Tuesday, 17 June 2014

Nature in a city

I was walking home back up the hill when I reached the Circus in Bath. I paused to take a photo of the trees that take up the centre of the Circus and was struck by the sheer size of the trees. In my first year of university my flatmates and I drunkenly ended up there by accident, and attempted to get our arms all around a tree, linked arm in arm. These trees are so large, is this what a forested England would look like? If more of our world's natural beauty were allowed to flourish?

 This picture, taken from the window of my flat shows those same huge, majestic trees, only now it looks different. Rather than the natural beauty you get from seeing them, it conveys the feel that they are a relic of a long gone past, a single green fleck in an urban sprawl, allowed to remain simply because it creates an illusion of beauty and nature.
And yet, despite the many, many yellow stoned buildings it is surrounded by, these trees are still clearly visible, rising above the rooftops. Even though, over the course of history, England's natural landscapes have vanished, these trees serve as a reminder to me, that although mankind can achieve much, so can nature, and remembering this seems important to me. We have just one world, one chance, let's try and keep those trees alive, and through that, the rest of us.

Monday, 16 June 2014

Getting older

As I lie awake, I'm remembering my days back in school, where twice a year I would get a letter from the bank, telling me my unused bank account had gained money (your £380 is now £383.80!).

Nowadays the letters I get are more gloomy; you've failed a payment so you need to pay the bank back, you've hit your limit and can't spend any more until you put money into the account, also: you need to pay us back for failing to have money. (Anyone else see a paradox here)

The fact is, our world revolves around money and possession, and though it is nice to dream of a utopian, post scarcity future where money is a thing of the past, the stark reality of the matter is that the world we live in is a material world.

Gloomy thoughts at 3am

Call centres and public service

People in call centres get a bad reputation.
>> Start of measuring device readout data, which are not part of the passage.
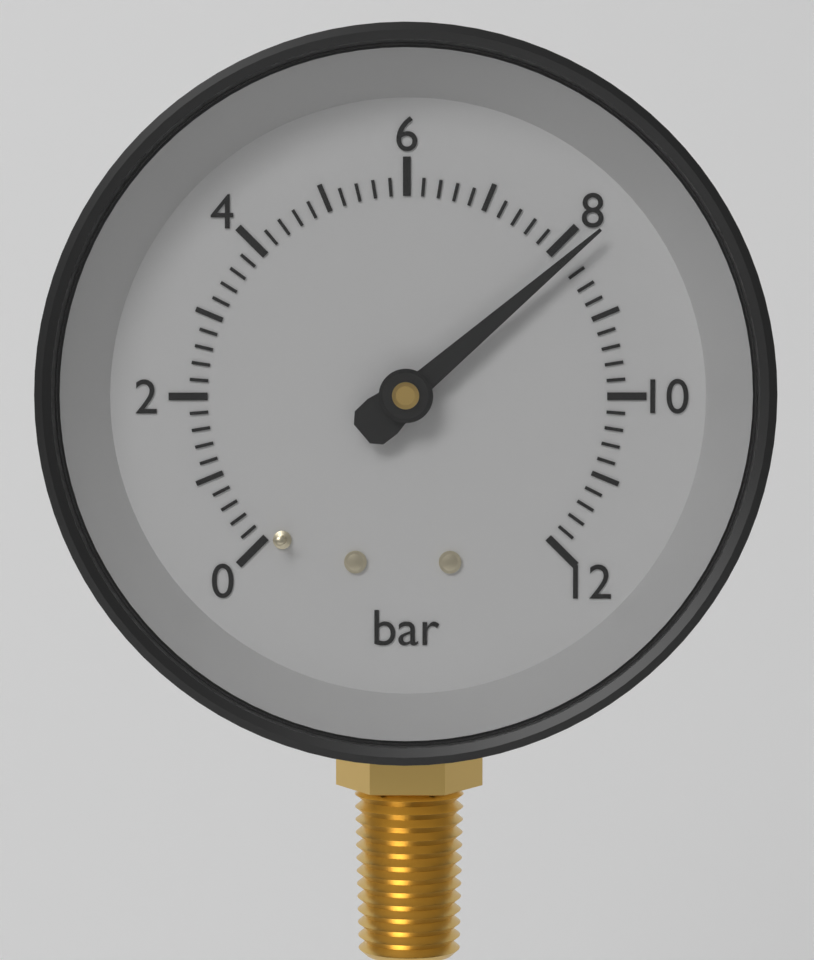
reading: 8.2 bar
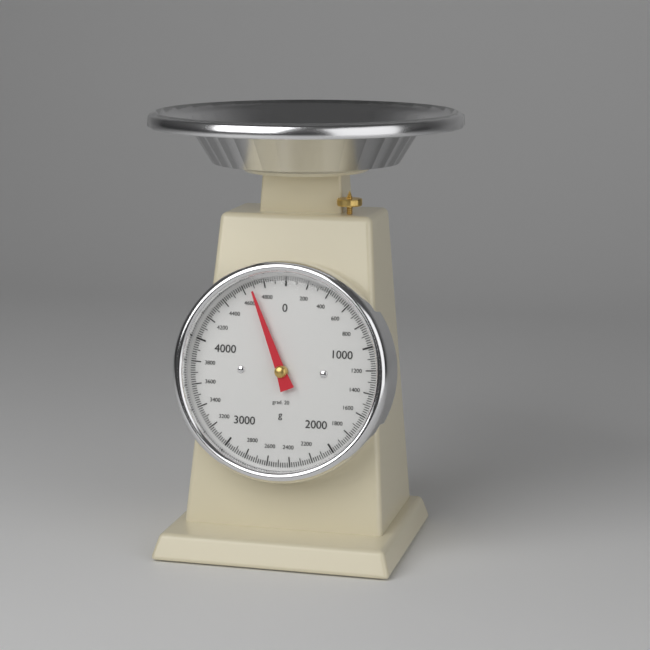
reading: 4680 g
Everyone hates getting cold-called, that annoying person trying to sell you something you don't want JUST as you sit down for tea. And yeah, that can be annoying, but you've gotta remember: they're a person too.

That person will get paid pittance for spending a whole day getting yelled at, hung up on and messed around by the people they are made to call, and at the end of a day of abuse, they then have to get on with their own lives, their own troubles, adding to all of that by being rude to them over the phone just seems kind of unnecessary doesn't it? How would you like it if you got yelled at for doing a job you hated, just to earn enough to get by?
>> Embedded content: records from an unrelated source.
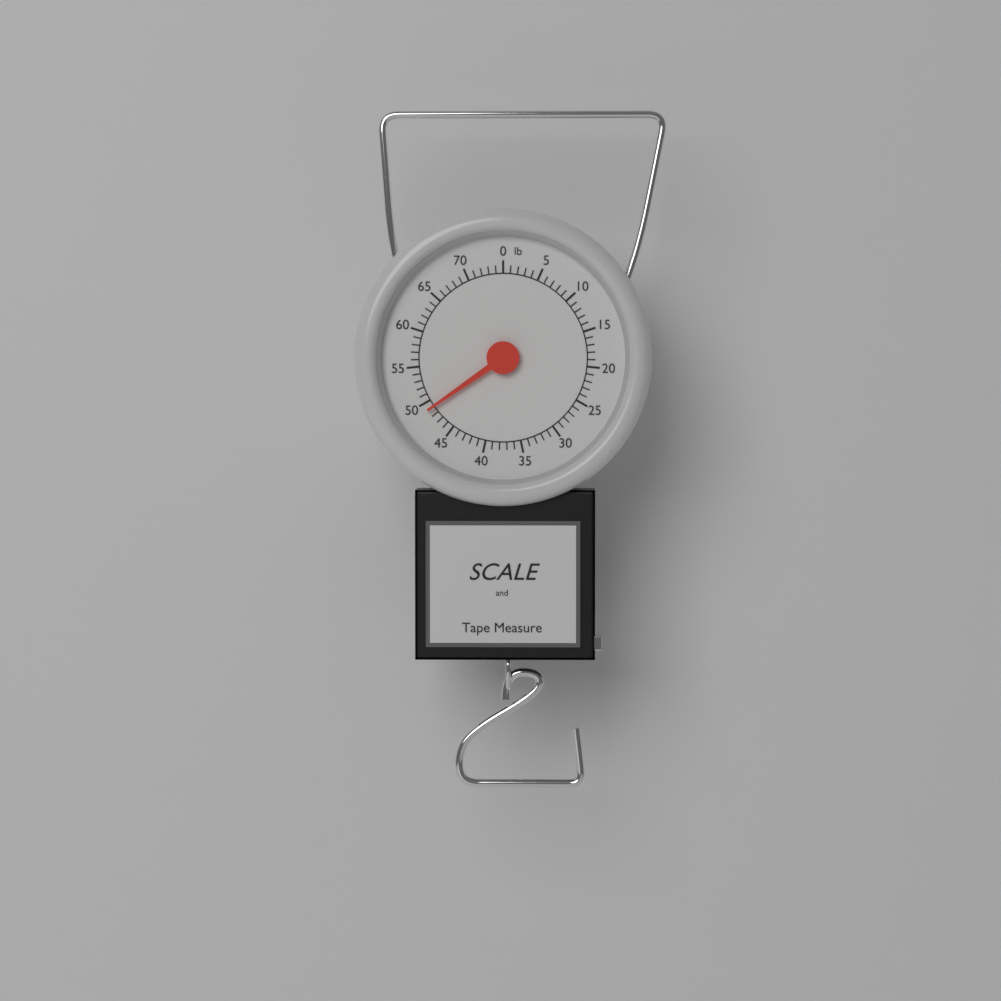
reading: 49 lb
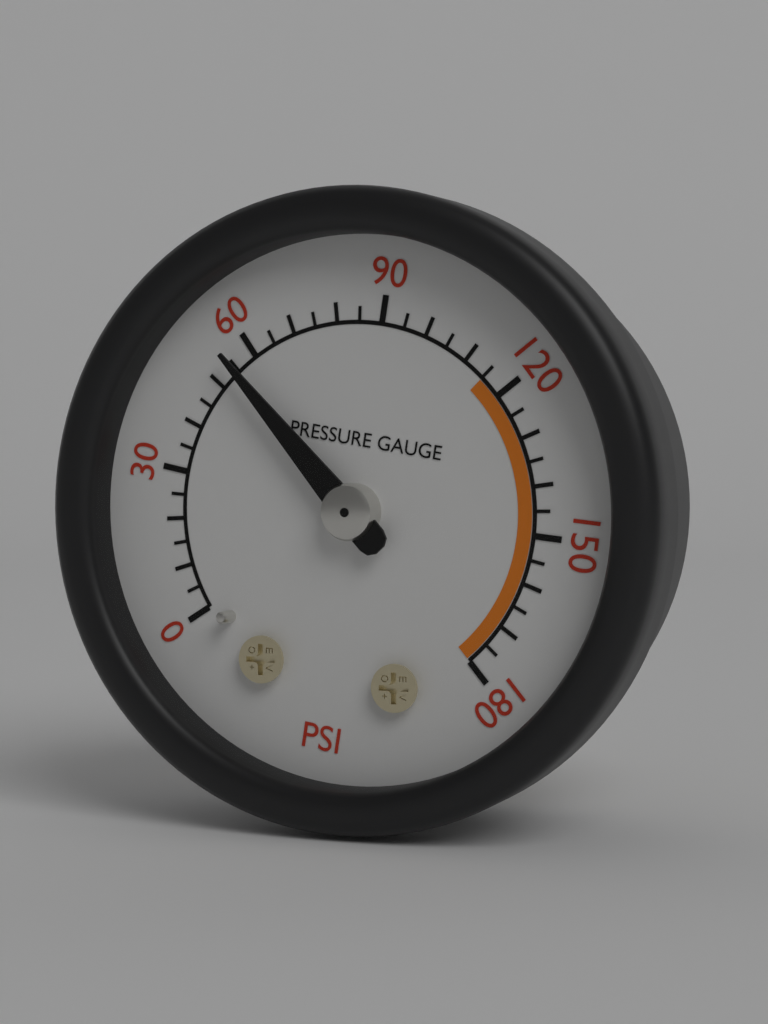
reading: 55 psi
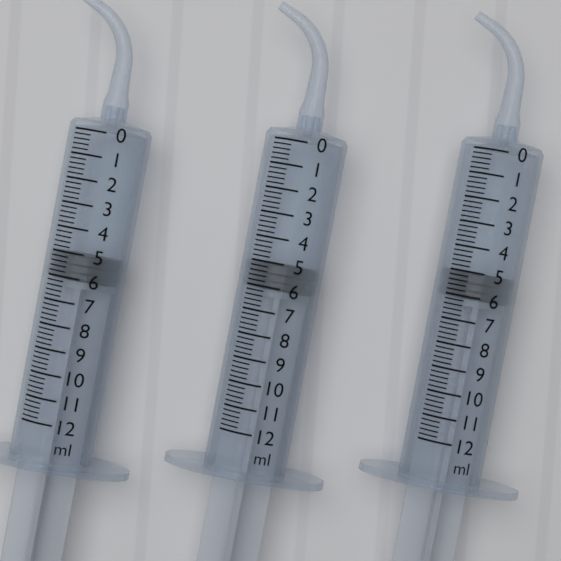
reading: 5.0 ml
And once in a while, every one of us will need to call up a customer service number and ask for help, to these same kinds of people. Will being rude get you what you want? Or will you be nice, but forceful, and have everyone come out of the call happy with a job well done?
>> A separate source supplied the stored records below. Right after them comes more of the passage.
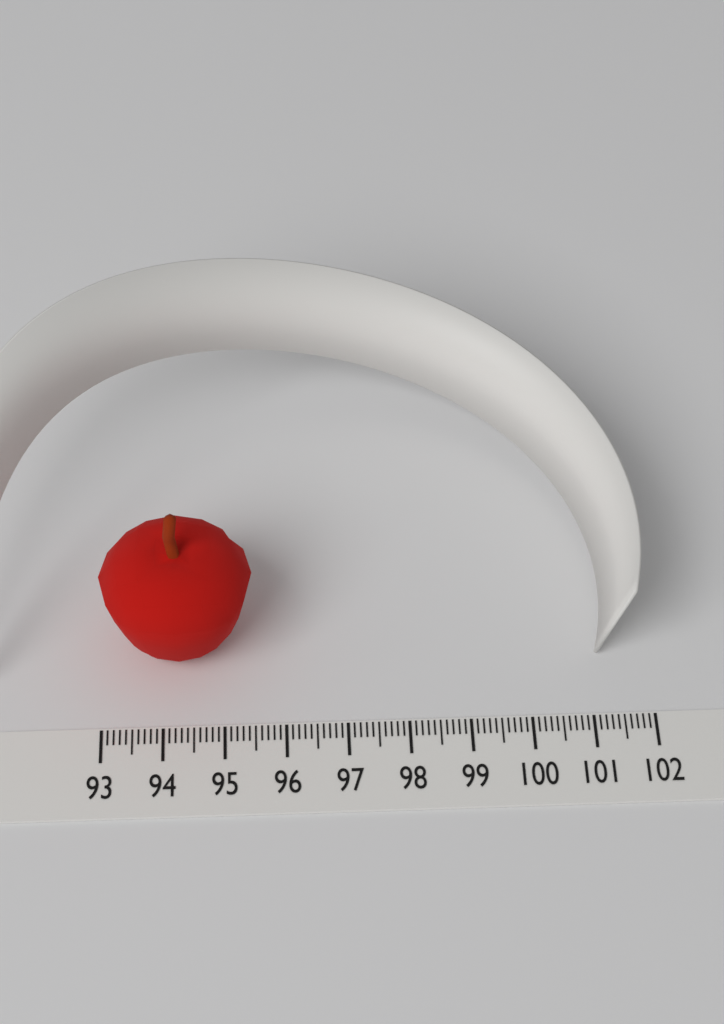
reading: 95.5 (no unit)
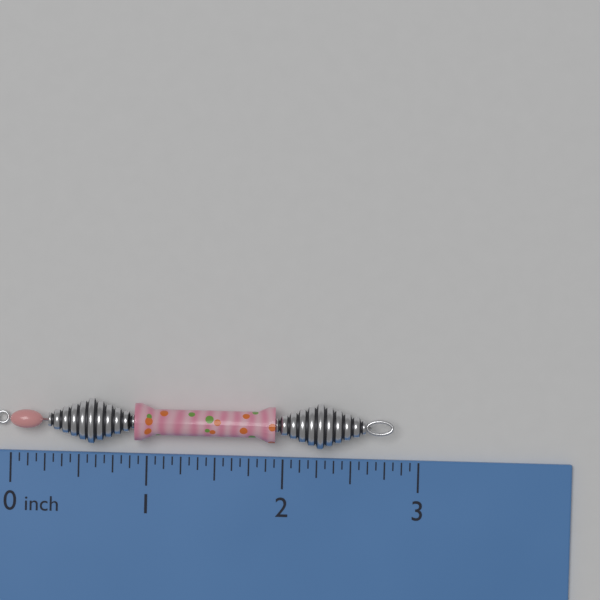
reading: 2.8125 inch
What brings me to this is hearing stories from family and friends of cold callers, and "useless" service people when they call helplines. But in my experience, I've never had such a problem, I'm always calm and polite, and so are they (they want to keep that job after all), and as such, every time I call up such a number I seem to come out of it with what I want.

What I think I'm getting at here is: be nice to people, and see what happens, if someone's annoying you or stressing you out, take a moment and imagine the kind of problems they're having too. Everyone has their own lives, their own joys and problems, and it's important that we all remember that.